Surrey pedestrians, please stop jaywalking

It is our collective Christmas wish, here at the Now-Leader, for people to stop jaywalking.

 

Is it too much to ask?

 

We know it ’s tempting to make a dash for it sometimes. Impatience is, after all, a human condition. But if you want to keep on being a human – an alive one, anyway – please resist that urge. So much depends on it.

 

 

Members of our staff have witnessed people making a run for it across busy streets like King George Boulevard rather than using a crosswalk fewer than 50 strides away.

 

Of course, sometimes pedestrians are injured or killed in crosswalks. But your chances of survival are much greater using one of these than hoping traffic will stop for you as you run for it, especially during rainy nights and mornings, and especially if you are not wearing reflective clothing with reflective fabric.

 

A woman died on Dec. 16 after being hit by a car in Cloverdale, at the intersection of 192nd Street and 80th Avenue. Earlier that day, another woman was injured, also in Cloverdale, while crossing at the intersection of 188th Street and 56B Avenue .

 

The day before, a man was killed after being hit by a vehicle in the 7100-block of Scott Road. The Surrey RCMP said he ’d been crossing the street mid-intersection.

 

So far this year, seven pedestrians have been killed in Surrey. Not all victims, of course, had been jaywalking. However, these seven souls gone, leaving behind grieving families and friends, underlines the risk pedestrians face in Surrey and the need for drivers and pedestrians alike to be vigilant.

 

According to ICBC, there were 450 pedestrian-related traffic crashes in Surrey last year, 440 in 2017, 400 in 2016, 430 in 2015 and 390 in 2014.

 

That makes for a five-year average of 420 pedestrian crashes in Surrey annually. The five-year average for the entire Lower Mainland is 2,300.

 

In the years 2014 to 2018, there were 2,110 pedestrian-related crashes in Surrey and an unbelievable 11,400 in the Lower Mainland.

 

As a species, we have to be smarter than this.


* WHAT YOU WILL DO
Work out the count of lines in the entries below that include "JSON", and write only that count.

::: INPUT FOR THIS TASK :::

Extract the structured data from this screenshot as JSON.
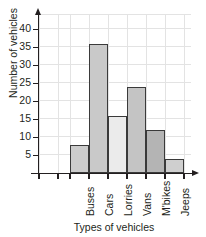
{
  "chart_data": {
    "type": "bar",
    "title": "",
    "subtitle": "",
    "xlabel": "Types of vehicles",
    "ylabel": "Number of vehicles",
    "categories": [
      "Buses",
      "Cars",
      "Lorries",
      "Vans",
      "M'bikes",
      "Jeeps"
    ],
    "values": [
      8,
      36,
      16,
      24,
      12,
      4
    ],
    "ylim": [
      0,
      42
    ],
    "yticks": [
      5,
      10,
      15,
      20,
      25,
      30,
      35,
      40
    ],
    "ytick_labels": [
      "5",
      "10",
      "15",
      "20",
      "25",
      "30",
      "35",
      "40"
    ],
    "grid": true,
    "legend": "none",
    "bar_colors": [
      "#cccccc",
      "#c9c9c9",
      "#ebebeb",
      "#c4c4c4",
      "#b4b4b4",
      "#cfcfcf"
    ],
    "bar_edge_color": "#3a3a3a",
    "axis_color": "#231f20",
    "grid_color": "#e3e3e3",
    "background": "#ffffff"
  }
}
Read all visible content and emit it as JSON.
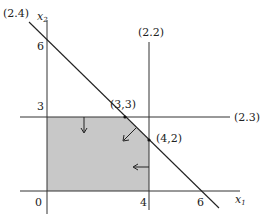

:::

* FINISHED TASK
2